Elmasry seems to believe the Commission is more likely to produce positive change than the election.
“Racial profiling and Bill C-36 (Canada’s anti-terrorism law): we’re hoping to make it an election issue. We have not succeeded so far in making it an election issue in the public square”, although Muslim voters are concerned, he says.
Just four months after Sept. 11, 2001 and in the shadow of U.S. accusations that the Sept. 11 hijackers crossed into the United States from Canada, this country’s Parliament passed the Anti-Terrorism Act (Bill C-36), which amended 19 existing laws and allowed authorities to suspend long-held judicial rights to combat vague threats.
Aside from that new law, Sept. 11 ushered in a climate that emboldened security agencies to make use of extraordinary powers that were already part of the legal system but seldom employed, according to experts.
In addition, prior to Parliament’s shutdown for the election, the Liberals were close to adopting the Public Safety Act, which would increase sharing of personal data (including passenger information) between law enforcers, intelligence agencies, security authorities and governments, according to the group Kairos: Canadian Ecumenical Justice Initiatives.
“We are calling upon the Senate to postpone adoption of this Bill until a full review of existing legislation has taken place to ensure that it does not infringe further upon human rights, and after the results of the Maher Arar inquiry are made public," it said in a statement.
Those findings are not expected until late this year, by which time a tax-cutting Conservative government could have launched some of its reforms, a prospect that worries many Canadians and civil society groups.
While Conservative Party leader Stephen Harper repeats at every chance that he will not pursue a right-wing agenda, his admission that his government would review a law outlawing hate speech against gays, along with some candidates’ ambiguous statements about abortion (now unrestricted) leave some voters wary.
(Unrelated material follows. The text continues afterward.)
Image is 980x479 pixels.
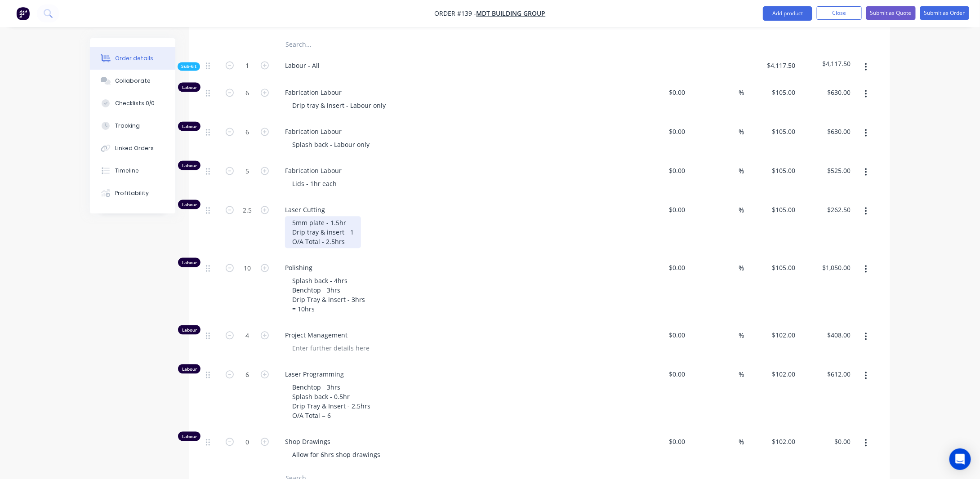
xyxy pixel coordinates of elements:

Harper also supports closer ties to the administration of George W Bush, whose policies are disliked by a majority of Canadians (as does Martin but more cautiously).
The Conservative leader continually harangued the Liberals after 9/11 that they should work more closely with Washington to tighten security in North America.
At the other end of the political spectrum is the New Democratic Party (NDP), rejuvenated by the energy of new leader Jack Layton, who claims that both Harper and Martin are too cozy with Bush.
One of Layton’s star candidates is Monia Mazigh, wife of Maher Arar, who spearheaded the fight to have her husband released from Syria.
“I didn’t choose to be a public figure, but when (the imprisonment) happened and when I came to be known, I think it is one of my personal duties, as a Canadian, to do something to help people around me," Mazigh told the media when she announced her candidacy.